The Environmental Working Group's annual "Dirty Dozen" report for 2012 has named the fruits and vegetables ranking highest in pesticide residue. Don't get all excited about shopping at Whole Foods to escape the problem, organic food has all kinds of pesticides, they are just 'natural', like strychnine, and the Environmental Working Group did not run any tests of their own, they did a review of government tests ("ranks pesticide contamination for 45 popular fruits and vegetables based on an analysis of more than 60,700 samples taken from 2000 to 2010 by the USDA and the federal Food and Drug Administration.") and then wrote a summary.

The foods with the most pesticides (so wash them thoroughly, obviously, though that seems like common sense since the 18th century) were found to be:

1. Apples
2. Celery
3. Sweet bell peppers
4. Peaches
5. Strawberries
6. Imported nectarines

 7. Grapes
8. Spinach
9. Lettuce
10. Cucumbers
11. Domestic blueberries
12. Potatoes

And they created a super dirty list, which has green beans and kale/collard greens.


On the 'good' list they include what you would expect - namely, foods that are irrelevant in organic food anyway, like pineapples, where nothing can get through the shell. You bite right into an apple, you don't bite into a pineapple or an ear of corn off the stalk. 98 percent of conventional apples had pesticides, they highlight, which sounds telling - except no organic apples were analyzed so highlighting 'conventional' is a little dishonest.

Celery had 57 different pesticides while the bell peppers had 15 on one pepper they tested.

Here are 15 foods you can buy without fear - and save yourself money by not engaging in the intellectual placebo of buying organic, since it makes no difference:
  1. Onions
  2. Avocado
  3. Sweet corn
  4. Pineapple
  5. Mangos
  6. Sweet peas
  7. Asparagus
  8. Kiwi
  9. Cabbage
  10. Eggplant
  11. Cantaloupe
  12. Watermelon
  13. Grapefruit
  14. Sweet potato
  15. Honeydew melon
One thing they noted that should be a concern whether you buy into organic marketing or not - baby food. No matter if the pesticide is organic or synthetic it is probably not good.

In 2010, the USDA began to test for pesticide residues on products used in baby food and tested about 190 samples each of green beans, pears and sweet potatoes. Green beans used as baby food contained five pesticides. The organophosphate methamidiphos was found on 9.4 percent of samples and the organophosphate acephate, on 7.8 percent of samples.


YOUR ASSIGNMENT — Word for word, restate each of the entries below, and drop every picture.

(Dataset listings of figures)
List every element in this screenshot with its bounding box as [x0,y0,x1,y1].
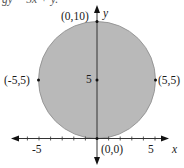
label-x-tick-5: 5 [148,143,154,155]
label-point-top: (0,10) [61,10,89,22]
label-point-right: (5,5) [158,74,180,86]
x-axis-right-arrow-icon [161,136,169,142]
point-top [96,20,99,23]
y-axis-down-arrow-icon [94,157,100,165]
x-axis-left-arrow-icon [11,136,19,142]
point-center [96,79,99,82]
point-left [37,79,40,82]
label-y-axis: y [103,7,108,19]
label-point-left: (-5,5) [4,74,30,86]
y-axis-up-arrow-icon [94,5,100,13]
point-right [154,79,157,82]
point-origin [96,137,99,140]
label-y-tick-5: 5 [86,73,92,85]
label-x-axis: x [172,143,177,155]
label-point-origin: (0,0) [101,143,123,155]
label-x-tick-neg5: -5 [32,143,42,155]
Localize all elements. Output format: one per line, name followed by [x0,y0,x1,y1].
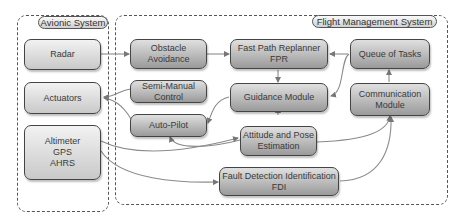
obstacle-avoidance-label-line1: Obstacle [151,43,187,54]
gps-label: GPS [53,147,72,158]
radar-label: Radar [50,49,75,60]
semi-manual-control-node: Semi-Manual Control [130,80,207,103]
attitude-pose-label-line1: Attitude and Pose [243,130,314,141]
semi-manual-control-label-line2: Control [154,92,183,103]
system-architecture-diagram: Avionic System Flight Management System [0,0,454,222]
fpr-label-line1: Fast Path Replanner [238,43,321,54]
queue-of-tasks-node: Queue of Tasks [350,39,430,69]
fpr-label-line2: FPR [270,54,288,65]
guidance-module-node: Guidance Module [230,83,328,112]
semi-manual-control-label-line1: Semi-Manual [142,81,195,92]
attitude-pose-estimation-node: Attitude and Pose Estimation [240,126,317,156]
sensors-node: Altimeter GPS AHRS [24,125,101,180]
altimeter-label: Altimeter [45,136,81,147]
actuators-node: Actuators [24,82,101,114]
fdi-label-line1: Fault Detection Identification [222,171,336,182]
auto-pilot-label: Auto-Pilot [149,120,188,131]
auto-pilot-node: Auto-Pilot [130,114,207,137]
fault-detection-identification-node: Fault Detection Identification FDI [219,167,339,196]
obstacle-avoidance-node: Obstacle Avoidance [130,39,207,69]
communication-module-label-line2: Module [375,100,405,111]
radar-node: Radar [24,39,101,70]
avionic-system-label: Avionic System [38,16,108,29]
communication-module-node: Communication Module [350,83,430,116]
communication-module-label-line1: Communication [359,89,422,100]
ahrs-label: AHRS [50,158,75,169]
fdi-label-line2: FDI [272,182,287,193]
attitude-pose-label-line2: Estimation [257,141,299,152]
guidance-module-label: Guidance Module [244,92,315,103]
fast-path-replanner-node: Fast Path Replanner FPR [230,39,328,69]
flight-management-system-label: Flight Management System [312,15,437,28]
obstacle-avoidance-label-line2: Avoidance [148,54,190,65]
queue-of-tasks-label: Queue of Tasks [359,49,421,60]
actuators-label: Actuators [43,93,81,104]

RESULT FOR THIS EXERCISE —
List every element in this screenshot with its bounding box as [x0,y0,x1,y1].
label-x-tick-5: 5 [148,143,154,155]
label-point-top: (0,10) [61,10,89,22]
label-point-right: (5,5) [158,74,180,86]
x-axis-right-arrow-icon [161,136,169,142]
point-top [96,20,99,23]
y-axis-down-arrow-icon [94,157,100,165]
x-axis-left-arrow-icon [11,136,19,142]
point-center [96,79,99,82]
point-left [37,79,40,82]
label-y-axis: y [103,7,108,19]
label-point-left: (-5,5) [4,74,30,86]
y-axis-up-arrow-icon [94,5,100,13]
point-right [154,79,157,82]
point-origin [96,137,99,140]
label-y-tick-5: 5 [86,73,92,85]
label-x-axis: x [172,143,177,155]
label-point-origin: (0,0) [101,143,123,155]
label-x-tick-neg5: -5 [32,143,42,155]
Localize all elements. Output format: one per line, name followed by [x0,y0,x1,y1].
obstacle-avoidance-label-line1: Obstacle [151,43,187,54]
gps-label: GPS [53,147,72,158]
radar-label: Radar [50,49,75,60]
semi-manual-control-node: Semi-Manual Control [130,80,207,103]
attitude-pose-label-line1: Attitude and Pose [243,130,314,141]
semi-manual-control-label-line2: Control [154,92,183,103]
system-architecture-diagram: Avionic System Flight Management System [0,0,454,222]
fpr-label-line1: Fast Path Replanner [238,43,321,54]
queue-of-tasks-node: Queue of Tasks [350,39,430,69]
fpr-label-line2: FPR [270,54,288,65]
guidance-module-node: Guidance Module [230,83,328,112]
semi-manual-control-label-line1: Semi-Manual [142,81,195,92]
attitude-pose-estimation-node: Attitude and Pose Estimation [240,126,317,156]
sensors-node: Altimeter GPS AHRS [24,125,101,180]
altimeter-label: Altimeter [45,136,81,147]
actuators-node: Actuators [24,82,101,114]
fdi-label-line1: Fault Detection Identification [222,171,336,182]
auto-pilot-label: Auto-Pilot [149,120,188,131]
auto-pilot-node: Auto-Pilot [130,114,207,137]
fault-detection-identification-node: Fault Detection Identification FDI [219,167,339,196]
obstacle-avoidance-node: Obstacle Avoidance [130,39,207,69]
communication-module-label-line2: Module [375,100,405,111]
radar-node: Radar [24,39,101,70]
avionic-system-label: Avionic System [38,16,108,29]
communication-module-node: Communication Module [350,83,430,116]
communication-module-label-line1: Communication [359,89,422,100]
ahrs-label: AHRS [50,158,75,169]
fdi-label-line2: FDI [272,182,287,193]
attitude-pose-label-line2: Estimation [257,141,299,152]
guidance-module-label: Guidance Module [244,92,315,103]
fast-path-replanner-node: Fast Path Replanner FPR [230,39,328,69]
flight-management-system-label: Flight Management System [312,15,437,28]
obstacle-avoidance-label-line2: Avoidance [148,54,190,65]
queue-of-tasks-label: Queue of Tasks [359,49,421,60]
actuators-label: Actuators [43,93,81,104]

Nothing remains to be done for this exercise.